The other woodchuck just sat dead in the weeds, oblivious to any other life form, disinterested in anything except his own splendor in the grass....

Friday, September 01, 2006

Idea for Poem

So last week I was attending a soccer game, it was an evening game, and it had been raining for several days, nothing heavy, but a constant sprinkling. The sky was overcast and gloomy, it was a thin drizzle, the world slick and slippery. So as the athletes took the center of the field and the national anthem was played, we all gazed at an empty flagpole. It was almost too much: everyone standing, some singing, some saluting, and we are all staring out across the field at an absence, a lack, an emptiness. It was a postmodern performance--we all imagined the flag there, and we all slavishly honored what we knew was not there.

The anthem was a recording of the school band, and it was a lackluster performance--the bass drum murderously off beat, as was the sousaphone, and so it seemed more like an early practice session of the middle school band. Comic and just bad enough to be awful.

The players on the home team seemed abjectly disinterested--stretching their legs, looking down at the grass, spitting, talking.

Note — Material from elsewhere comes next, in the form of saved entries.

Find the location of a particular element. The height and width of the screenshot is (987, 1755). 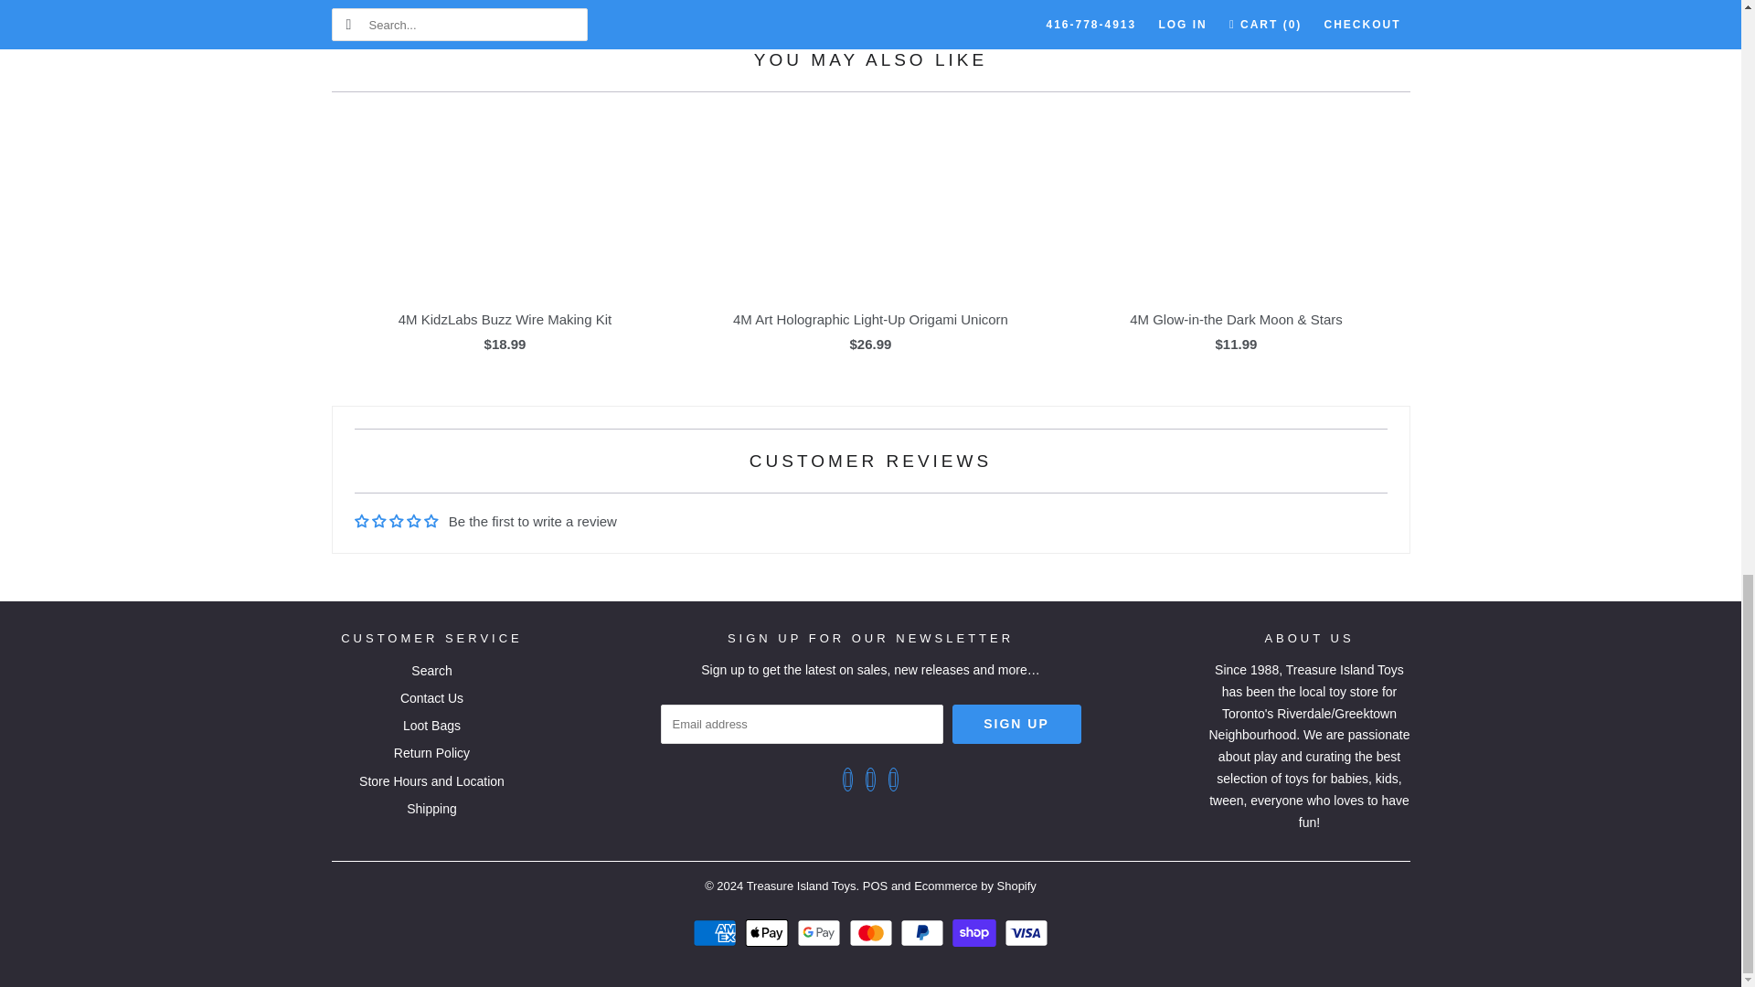

Mastercard is located at coordinates (872, 932).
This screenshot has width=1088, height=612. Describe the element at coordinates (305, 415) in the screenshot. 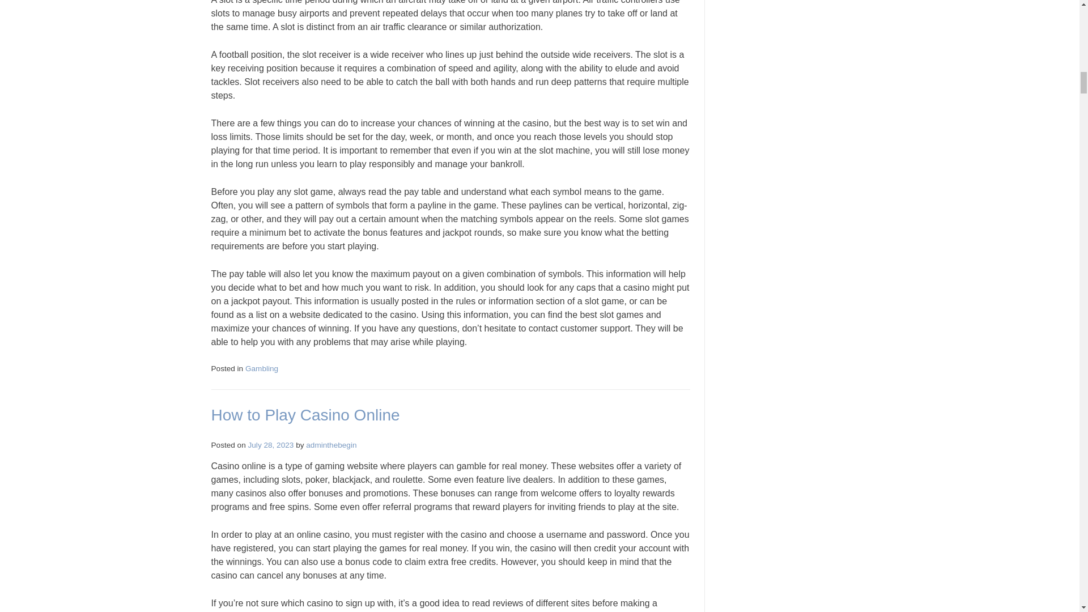

I see `How to Play Casino Online` at that location.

At the moment I thought of our troops in Iraq, how they are putting their lives on the line across the globe so that we do not need to sacrifice or suffer, and I thought of all of the blistering close-minded rhetoric that challenges the patriotism of those who question our country's mission in the middle east.

[On the first anniversary of Katrina President Bush was asked in a televised interview why he had not asked Americans to sacrifice as we fight in Iraq. He answered that Americans have suffered and sacrificed. They pay higher prices, they had their lives interrupted, the economy suffered, energy prices have soarde. That is a strange kind of sacrifice or suffering.]

i thought of the arrogance we all at that moment held collectively: the right, the privilege, to enjoy a soccer game, to compete and hope to win, in a game of relatively no importance and yet many of the people at this game deeply cared about its results, far more than they cared about what their country was doing in Iraq.

We seeem to be distracted. We seem to be duped into see something that is not there.

The excuse offered later in the game was that the flag was not flown during drizzly days.

So we must save the flag from fire and water? We must watch what we say and think because our questions and convictions suggest that we have gotten ourselves into trouble by naively entering the business if nation-building, by blinding ourselves from our desire to hope that other countries with complex histories will suddenlu drop their stories and somehow embrace democracy?